Update on the world chess championship

The score between defending champion Magnus Carlsen and Sergey Karyakin currently stands at three draws out of the best-of- twelve game match but Oliver Roeder says that the third draw was unlike the boring first two in that it featured some unusual and exciting play in which Karyakin fought back after being taken by surprise by a Carlsen’s 10th move while playing white. But then Carlsen slipped up at move 71 and the game ended with the players agreeing to a draw after the 78th move.

It is interesting how computers are used by the spectators to analyze the best possible moves at each stage of the game. It appears that there are elaborate measures in place to prevent players from gaining access to computers when they take breaks.

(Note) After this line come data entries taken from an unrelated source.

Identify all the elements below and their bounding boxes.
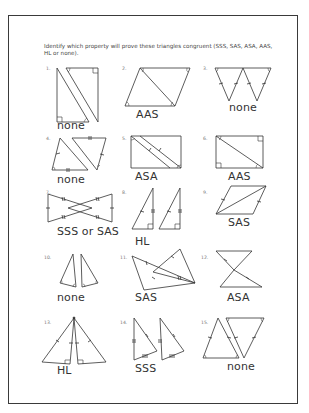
- diagram-1: [57, 68, 98, 122]
- answer-1: none: [57, 119, 85, 132]
- answer-9: SAS: [228, 216, 250, 229]
- answer-2: AAS: [136, 108, 159, 121]
- diagram-5: [131, 136, 181, 168]
- diagram-13: [42, 317, 106, 364]
- answer-15: none: [227, 360, 255, 373]
- diagram-11: [132, 249, 195, 290]
- answer-8: HL: [135, 235, 150, 248]
- triangle-diagrams: [0, 0, 309, 413]
- diagram-3: [215, 68, 271, 101]
- answer-5: ASA: [135, 170, 158, 183]
- answer-10: none: [57, 291, 85, 304]
- answer-11: SAS: [135, 291, 157, 304]
- diagram-12: [216, 251, 262, 287]
- diagram-9: [216, 186, 266, 214]
- diagram-4: [52, 136, 106, 172]
- answer-6: AAS: [228, 170, 251, 183]
- diagram-2: [125, 68, 190, 106]
- diagram-7: [46, 194, 114, 222]
- diagram-8: [132, 188, 182, 229]
- diagram-10: [60, 254, 98, 287]
- diagram-6: [216, 136, 263, 168]
- answer-7: SSS or SAS: [57, 225, 119, 238]
- diagram-14: [132, 318, 184, 360]
- answer-4: none: [57, 173, 85, 186]
- answer-13: HL: [57, 364, 72, 377]
- answer-12: ASA: [227, 291, 250, 304]
- answer-14: SSS: [135, 362, 156, 375]
- answer-3: none: [229, 101, 257, 114]
- diagram-15: [203, 318, 264, 358]
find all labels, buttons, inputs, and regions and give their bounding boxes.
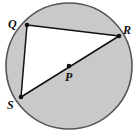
point-s-dot [19,95,24,100]
point-r-label: R [122,23,131,37]
circle-p-diagram: Q R S P [0,0,138,133]
point-p-dot [67,64,72,69]
point-s-label: S [7,98,14,112]
point-p-label: P [65,70,73,84]
point-r-dot [117,34,122,39]
point-q-dot [25,23,30,28]
geometry-figure-container: Q R S P [0,0,138,133]
point-q-label: Q [8,17,17,31]
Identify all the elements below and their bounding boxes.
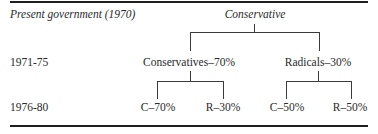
bottom-rule	[10, 125, 368, 127]
tree-connectors	[0, 0, 378, 134]
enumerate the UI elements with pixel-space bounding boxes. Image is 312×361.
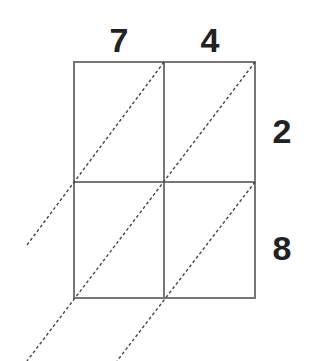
diagonal-dashed-line-1 (27, 62, 164, 245)
diagonal-dashed-line-3 (117, 182, 255, 361)
top-digit-tens: 7 (104, 23, 134, 57)
right-digit-tens: 2 (267, 114, 297, 148)
lattice-grid-svg (0, 0, 312, 361)
diagonal-lines (27, 62, 255, 361)
top-digit-ones: 4 (195, 23, 225, 57)
right-digit-ones: 8 (267, 231, 297, 265)
diagonal-dashed-line-2 (27, 62, 255, 361)
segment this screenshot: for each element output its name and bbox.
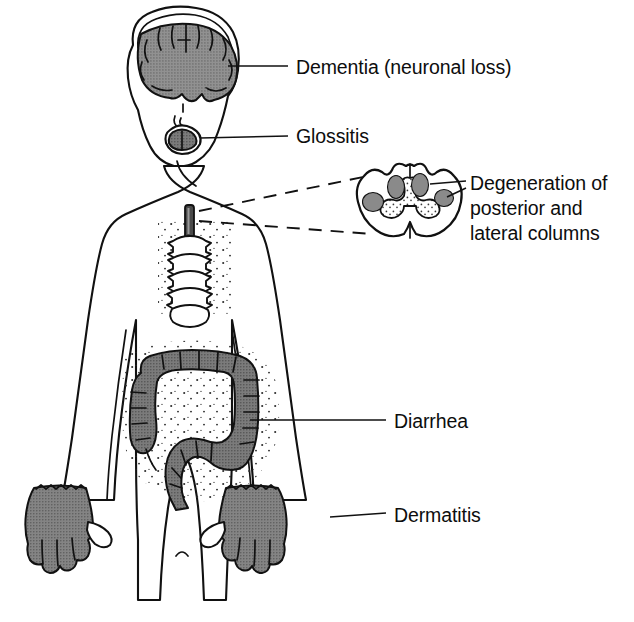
right-hand [219, 486, 287, 574]
leader-dermatitis [330, 513, 386, 517]
vertebrae [167, 236, 212, 327]
spinal-cord-highlight [188, 208, 190, 234]
label-dermatitis: Dermatitis [394, 504, 481, 526]
label-degeneration: Degeneration of posterior and lateral co… [470, 172, 608, 244]
lesion-posterior-left [388, 176, 405, 199]
label-degeneration-line-2: posterior and [470, 197, 583, 219]
left-hand [25, 486, 93, 574]
lesion-lateral-right [435, 190, 454, 207]
crotch-notch [176, 552, 188, 556]
labels-group: Dementia (neuronal loss) Glossitis Degen… [296, 56, 608, 526]
label-dementia: Dementia (neuronal loss) [296, 56, 511, 78]
clinical-features-diagram: Dementia (neuronal loss) Glossitis Degen… [0, 0, 634, 622]
lesion-lateral-left [363, 193, 384, 212]
brain-group [138, 24, 237, 101]
connector-upper [199, 176, 368, 211]
lesion-posterior-right [412, 174, 429, 197]
diagram-canvas: Dementia (neuronal loss) Glossitis Degen… [0, 0, 634, 622]
label-diarrhea: Diarrhea [394, 410, 468, 432]
left-thumb [87, 522, 112, 547]
spinal-cord-cross-section [357, 164, 462, 238]
label-glossitis: Glossitis [296, 125, 369, 147]
vertebra-5 [170, 305, 209, 327]
label-degeneration-line-1: Degeneration of [470, 172, 608, 194]
label-degeneration-line-3: lateral columns [470, 222, 600, 244]
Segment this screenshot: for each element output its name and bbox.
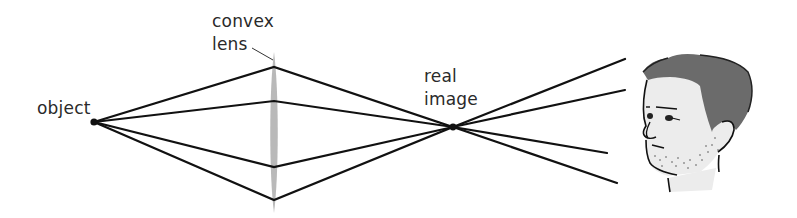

And now for something completely different – almost

As a break from political news, I was going to write about the world chess championship title match that is just beginning in New York between the reigning champion Magnus Carlsen of Norway and Russian grandmaster Sergei Karyakin. The first game ended in a draw. Carlsen is favored but Karyakin is no pushover, currently ranked ninth in the world after becoming the youngest grandmaster ever at the age of 12.
[Read more…]

How the blind find braille signs

I have written before about how, for the blind, darkness is not the prison that sighted people imagine it to be. The sense of sight tends to overwhelm all the other senses but in its absence, they develop and use all their other senses in ways that enable them to navigate their way through the world incredibly well, usually without the need of assistance from sighted people.